Tangled up in blue

Buster Blue

Buster Blue is happy to see you! Brendon Lund, Junior Loughmiller, Jason Ricketts, Rachael McElhiney, Andrew Martin, Jay Escamillo and Bryan Jones.

Buster Blue is happy to see you! Brendon Lund, Junior Loughmiller, Jason Ricketts, Rachael McElhiney, Andrew Martin, Jay Escamillo and Bryan Jones.

Photo by BRAD BYNUM

A few members of Buster Blue and I sit in the patent white leather seats next to the collaged walls at their favorite watering hole, St. James Infirmary. Bryan Jones, the lead singer with a very rock ‘n’ roll name, sits next to me, fingering his Guinness and occasionally pushing his chunky black rims to the top of his nose. His blue eyes attentively watch my pen scribbling notes.

“We met at the Back to the Future 3 premiere,” says Jason Ricketts, the accordion and keyboard player. He is the joker of the band, constantly cracking jokes over the mellower Jones and bassist Brendon Lund, who sit quietly and answer my questions.

Buster Blue’s first album, This Beard Grows for Freedom, was released in February by Dam Road Records and is available online at Cdbaby.com and at Sundance Bookstore.

Buster Blue has been playing music together for over two years. All graduates from Douglas High School, they are Nevada natives who grew up together. They’re babies from Gardnerville that sound like 40-year-chain-smoking-whiskey-drinking-blues musicians out of Nashville. Bryan Jones and Andy Martin write the majority of the songs, and the band gets together at practice to arrange them.

“We try to play music that feels like Reno,” Jones says. “We don’t think everything in Reno sucks, we’re proud of the place we come from.”

“It’s more like Reno spiritual music for heavy drinkers,” Ricketts chimes in.

If you have ever had a Buster Blue live experience, you’ll understand what he means:

Seven band members crowd the stage but not without purpose. They all scream into their microphones and hold a variety instruments, a snare drum around a rotund drummer in suit and tie, a saxophone for the tall, dark and curly-haired girl, an accordion for the bucktooth boy in suspenders. Is this a swing band? A big band? A jazz band?

“WOMAN! WOMAN! WOMAN!” They chant into their microphones, stomping their feet, demanding the crowd’s attention. The lead singer travels through the crowd screaming into his megaphone. One member bangs a link of chains on the ground for a different type of sound effect. The band members frequently switch instruments throughout the set. The music thrashes the crowd, makes us want to swing, yet can be folksy and mellow at times. But a few of their songs could incite a riot. Maybe this is a thrash band.

The crowd bounces up and down, kicks their legs, pumps their fists, and chants with the band. Only a handful of people in this room actually know a Buster Blue song, but the music is catchy enough to improvise. It is jazzy, swingy, country and folksy all at the same time.

Sometimes Buster Blue takes the crowd down with a sweet croon like “Isabelle” and then brings it back up with “Damascus.” There are even some theatrical elements with an umbrella and spotlight. (Jones is a theater major at UNR.) The music feels bipolar at times, constant crescendos and decrescendos. But the energy never ceases, the stomping and clapping and snapping proceed without hesitation and the crowd can’t help but sway along like an ocean tide.

All the members of Buster Blue are in their 20s. They would like to play music full time professionally, but realize they have some time to put in.

“We’ve got a good following,” says Jones. “We’re working really hard, and we want to give Reno’s music scene a good name again. There’s been a competitive mentality here, and I think it’s starting to come around where local bands are realizing that we are all in this together.”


What the task requires: Could you retype the records below exactly as they appear, skipping any pictures?

# # # # #

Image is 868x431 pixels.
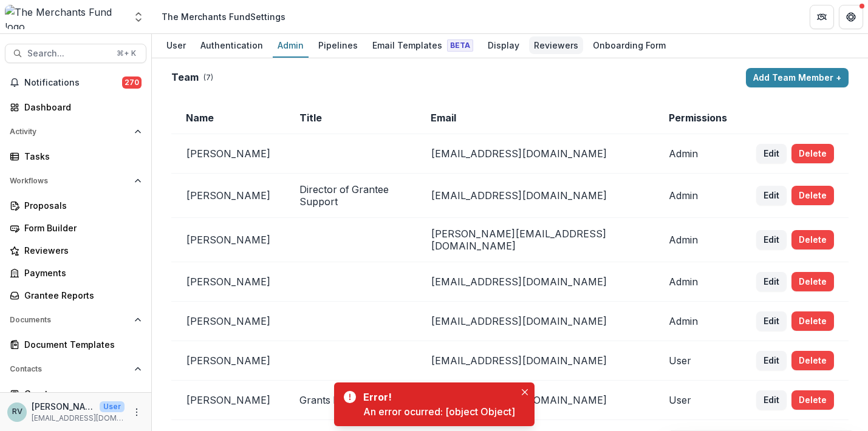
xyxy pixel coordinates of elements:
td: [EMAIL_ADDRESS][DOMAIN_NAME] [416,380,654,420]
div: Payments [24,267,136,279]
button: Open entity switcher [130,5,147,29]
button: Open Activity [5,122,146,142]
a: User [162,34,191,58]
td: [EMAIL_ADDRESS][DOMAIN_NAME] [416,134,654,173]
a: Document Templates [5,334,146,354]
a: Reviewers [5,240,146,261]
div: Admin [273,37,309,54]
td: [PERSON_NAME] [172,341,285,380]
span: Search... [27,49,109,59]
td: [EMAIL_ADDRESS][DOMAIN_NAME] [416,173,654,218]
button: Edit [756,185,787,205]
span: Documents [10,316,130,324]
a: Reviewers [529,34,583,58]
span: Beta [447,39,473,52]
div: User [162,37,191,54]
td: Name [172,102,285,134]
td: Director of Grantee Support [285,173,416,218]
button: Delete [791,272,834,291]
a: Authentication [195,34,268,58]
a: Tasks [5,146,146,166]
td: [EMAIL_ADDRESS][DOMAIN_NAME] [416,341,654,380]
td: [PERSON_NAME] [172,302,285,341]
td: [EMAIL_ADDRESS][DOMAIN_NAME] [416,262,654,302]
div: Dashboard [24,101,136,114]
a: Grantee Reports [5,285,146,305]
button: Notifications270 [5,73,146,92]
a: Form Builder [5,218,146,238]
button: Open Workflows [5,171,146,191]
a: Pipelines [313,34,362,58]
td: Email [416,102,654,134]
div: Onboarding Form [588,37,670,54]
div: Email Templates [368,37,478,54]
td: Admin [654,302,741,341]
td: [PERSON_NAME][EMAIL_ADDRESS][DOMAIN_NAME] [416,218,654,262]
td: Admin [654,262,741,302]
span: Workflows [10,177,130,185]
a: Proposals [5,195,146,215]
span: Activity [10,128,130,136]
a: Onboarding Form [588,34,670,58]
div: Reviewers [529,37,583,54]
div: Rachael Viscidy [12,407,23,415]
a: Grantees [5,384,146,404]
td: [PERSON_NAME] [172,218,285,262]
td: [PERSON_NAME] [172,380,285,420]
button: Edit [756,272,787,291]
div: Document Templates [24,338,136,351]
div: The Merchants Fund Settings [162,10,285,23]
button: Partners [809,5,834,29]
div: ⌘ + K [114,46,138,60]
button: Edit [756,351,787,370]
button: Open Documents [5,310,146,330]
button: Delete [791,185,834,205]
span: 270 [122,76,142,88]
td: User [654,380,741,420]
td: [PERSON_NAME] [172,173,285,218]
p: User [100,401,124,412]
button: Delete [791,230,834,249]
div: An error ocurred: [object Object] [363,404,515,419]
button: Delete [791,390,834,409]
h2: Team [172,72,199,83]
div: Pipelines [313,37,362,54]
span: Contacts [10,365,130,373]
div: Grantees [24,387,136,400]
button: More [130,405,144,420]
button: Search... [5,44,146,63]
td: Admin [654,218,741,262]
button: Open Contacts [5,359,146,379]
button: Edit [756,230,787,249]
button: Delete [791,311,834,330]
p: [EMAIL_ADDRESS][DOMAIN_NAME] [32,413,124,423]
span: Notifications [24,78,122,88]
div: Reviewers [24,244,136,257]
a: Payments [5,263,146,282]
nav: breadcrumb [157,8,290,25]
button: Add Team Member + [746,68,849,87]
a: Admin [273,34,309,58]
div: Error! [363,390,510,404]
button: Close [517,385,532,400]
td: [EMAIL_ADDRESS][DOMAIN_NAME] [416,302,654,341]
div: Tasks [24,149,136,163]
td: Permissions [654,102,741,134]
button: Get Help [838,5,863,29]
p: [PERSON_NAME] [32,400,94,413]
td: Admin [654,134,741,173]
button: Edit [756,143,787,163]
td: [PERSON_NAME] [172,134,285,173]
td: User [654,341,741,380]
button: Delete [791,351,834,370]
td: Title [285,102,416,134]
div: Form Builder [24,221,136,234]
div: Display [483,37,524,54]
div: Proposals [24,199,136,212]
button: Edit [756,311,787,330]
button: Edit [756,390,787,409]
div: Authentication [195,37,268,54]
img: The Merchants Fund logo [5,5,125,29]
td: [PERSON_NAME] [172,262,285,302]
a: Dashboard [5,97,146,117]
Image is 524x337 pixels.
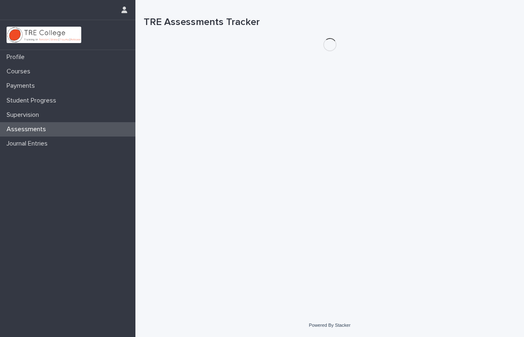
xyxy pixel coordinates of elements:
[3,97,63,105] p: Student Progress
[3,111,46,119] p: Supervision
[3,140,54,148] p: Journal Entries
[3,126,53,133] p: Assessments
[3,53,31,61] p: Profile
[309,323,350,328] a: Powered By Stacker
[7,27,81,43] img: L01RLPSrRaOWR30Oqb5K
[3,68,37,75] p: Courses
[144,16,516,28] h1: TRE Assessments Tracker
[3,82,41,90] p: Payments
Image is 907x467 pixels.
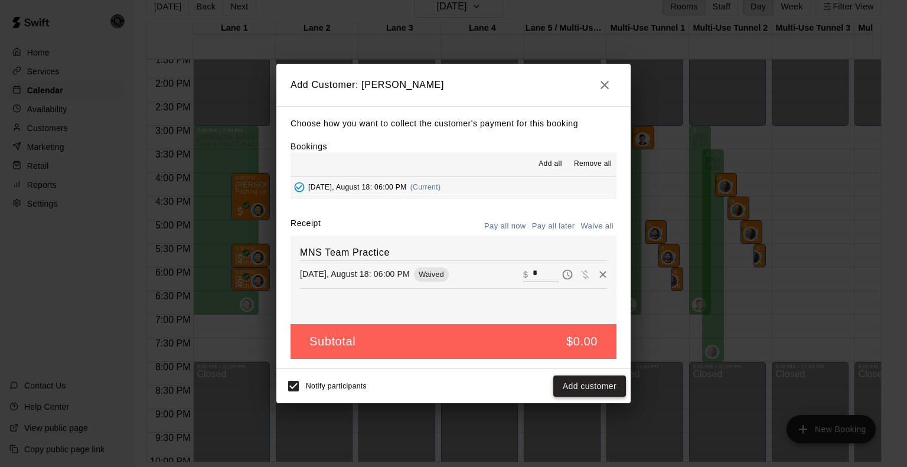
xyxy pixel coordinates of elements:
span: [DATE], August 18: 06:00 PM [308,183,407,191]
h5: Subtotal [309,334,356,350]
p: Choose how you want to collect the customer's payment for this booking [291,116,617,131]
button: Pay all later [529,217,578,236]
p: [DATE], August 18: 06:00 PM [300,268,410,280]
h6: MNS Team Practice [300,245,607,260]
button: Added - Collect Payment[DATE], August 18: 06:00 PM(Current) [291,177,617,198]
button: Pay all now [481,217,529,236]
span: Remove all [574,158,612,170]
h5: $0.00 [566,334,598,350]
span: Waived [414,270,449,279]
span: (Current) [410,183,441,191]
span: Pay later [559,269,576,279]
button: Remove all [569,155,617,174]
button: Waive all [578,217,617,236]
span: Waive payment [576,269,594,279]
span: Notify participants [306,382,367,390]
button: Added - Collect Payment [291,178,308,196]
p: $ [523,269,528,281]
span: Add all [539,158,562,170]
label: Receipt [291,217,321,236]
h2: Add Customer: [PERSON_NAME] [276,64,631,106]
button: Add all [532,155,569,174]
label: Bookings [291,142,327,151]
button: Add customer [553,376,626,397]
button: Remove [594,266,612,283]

# # # # #

Task response:
Image is 868x431 pixels.
xyxy pixel coordinates of elements:
td: [EMAIL_ADDRESS][DOMAIN_NAME] [416,380,654,420]
div: Payments [24,267,136,279]
button: Open entity switcher [130,5,147,29]
button: Open Activity [5,122,146,142]
a: User [162,34,191,58]
td: [EMAIL_ADDRESS][DOMAIN_NAME] [416,134,654,173]
a: Document Templates [5,334,146,354]
a: Reviewers [5,240,146,261]
div: Admin [273,37,309,54]
td: [PERSON_NAME] [172,341,285,380]
span: Search... [27,49,109,59]
td: [EMAIL_ADDRESS][DOMAIN_NAME] [416,173,654,218]
button: Edit [756,185,787,205]
span: Documents [10,316,130,324]
a: Reviewers [529,34,583,58]
span: Beta [447,39,473,52]
div: User [162,37,191,54]
td: Name [172,102,285,134]
td: Director of Grantee Support [285,173,416,218]
button: Delete [791,272,834,291]
a: Authentication [195,34,268,58]
a: Tasks [5,146,146,166]
td: [EMAIL_ADDRESS][DOMAIN_NAME] [416,341,654,380]
td: [PERSON_NAME] [172,302,285,341]
td: [EMAIL_ADDRESS][DOMAIN_NAME] [416,262,654,302]
div: Dashboard [24,101,136,114]
a: Grantee Reports [5,285,146,305]
button: Notifications270 [5,73,146,92]
a: Form Builder [5,218,146,238]
button: Open Workflows [5,171,146,191]
a: Pipelines [313,34,362,58]
td: Email [416,102,654,134]
div: Onboarding Form [588,37,670,54]
div: Email Templates [368,37,478,54]
td: Admin [654,302,741,341]
td: [PERSON_NAME][EMAIL_ADDRESS][DOMAIN_NAME] [416,218,654,262]
td: Admin [654,262,741,302]
span: Workflows [10,177,130,185]
a: Proposals [5,195,146,215]
span: Activity [10,128,130,136]
a: Onboarding Form [588,34,670,58]
div: Reviewers [529,37,583,54]
div: Rachael Viscidy [12,407,23,415]
a: Grantees [5,384,146,404]
td: [PERSON_NAME] [172,218,285,262]
td: [PERSON_NAME] [172,380,285,420]
button: Edit [756,272,787,291]
div: Document Templates [24,338,136,351]
div: The Merchants Fund Settings [162,10,285,23]
button: Partners [809,5,834,29]
div: ⌘ + K [114,46,138,60]
button: Edit [756,351,787,370]
button: Open Documents [5,310,146,330]
button: Delete [791,185,834,205]
span: 270 [122,76,142,88]
td: User [654,380,741,420]
td: [PERSON_NAME] [172,173,285,218]
p: User [100,401,124,412]
button: Delete [791,230,834,249]
div: An error ocurred: [object Object] [363,404,515,419]
button: Delete [791,390,834,409]
h2: Team [172,72,199,83]
div: Pipelines [313,37,362,54]
span: Contacts [10,365,130,373]
div: Grantees [24,387,136,400]
button: More [130,405,144,420]
button: Search... [5,44,146,63]
td: Admin [654,218,741,262]
button: Open Contacts [5,359,146,379]
button: Edit [756,230,787,249]
button: Delete [791,311,834,330]
p: [EMAIL_ADDRESS][DOMAIN_NAME] [32,413,124,423]
span: Notifications [24,78,122,88]
div: Reviewers [24,244,136,257]
a: Payments [5,263,146,282]
nav: breadcrumb [157,8,290,25]
button: Add Team Member + [746,68,849,87]
a: Admin [273,34,309,58]
div: Error! [363,390,510,404]
button: Close [517,385,532,400]
td: [EMAIL_ADDRESS][DOMAIN_NAME] [416,302,654,341]
div: Tasks [24,149,136,163]
td: Permissions [654,102,741,134]
button: Get Help [838,5,863,29]
p: [PERSON_NAME] [32,400,94,413]
td: Admin [654,134,741,173]
button: Edit [756,143,787,163]
td: [PERSON_NAME] [172,134,285,173]
td: User [654,341,741,380]
button: Delete [791,351,834,370]
td: Title [285,102,416,134]
div: Form Builder [24,221,136,234]
div: Display [483,37,524,54]
div: Proposals [24,199,136,212]
button: Edit [756,311,787,330]
button: Edit [756,390,787,409]
div: Authentication [195,37,268,54]
img: The Merchants Fund logo [5,5,125,29]
td: [PERSON_NAME] [172,262,285,302]
a: Dashboard [5,97,146,117]
Image is 524x337 pixels.
xyxy pixel coordinates of elements:
[3,97,63,105] p: Student Progress
[3,111,46,119] p: Supervision
[3,140,54,148] p: Journal Entries
[3,126,53,133] p: Assessments
[3,53,31,61] p: Profile
[309,323,350,328] a: Powered By Stacker
[7,27,81,43] img: L01RLPSrRaOWR30Oqb5K
[3,68,37,75] p: Courses
[144,16,516,28] h1: TRE Assessments Tracker
[3,82,41,90] p: Payments
Image is 907x467 pixels.
xyxy pixel coordinates of elements:
span: [DATE], August 18: 06:00 PM [308,183,407,191]
h5: Subtotal [309,334,356,350]
p: Choose how you want to collect the customer's payment for this booking [291,116,617,131]
button: Pay all later [529,217,578,236]
p: [DATE], August 18: 06:00 PM [300,268,410,280]
h6: MNS Team Practice [300,245,607,260]
button: Added - Collect Payment[DATE], August 18: 06:00 PM(Current) [291,177,617,198]
button: Pay all now [481,217,529,236]
span: Remove all [574,158,612,170]
h5: $0.00 [566,334,598,350]
span: Waived [414,270,449,279]
span: (Current) [410,183,441,191]
span: Pay later [559,269,576,279]
button: Remove all [569,155,617,174]
button: Waive all [578,217,617,236]
span: Waive payment [576,269,594,279]
span: Notify participants [306,382,367,390]
button: Added - Collect Payment [291,178,308,196]
p: $ [523,269,528,281]
span: Add all [539,158,562,170]
label: Receipt [291,217,321,236]
h2: Add Customer: [PERSON_NAME] [276,64,631,106]
button: Add all [532,155,569,174]
label: Bookings [291,142,327,151]
button: Add customer [553,376,626,397]
button: Remove [594,266,612,283]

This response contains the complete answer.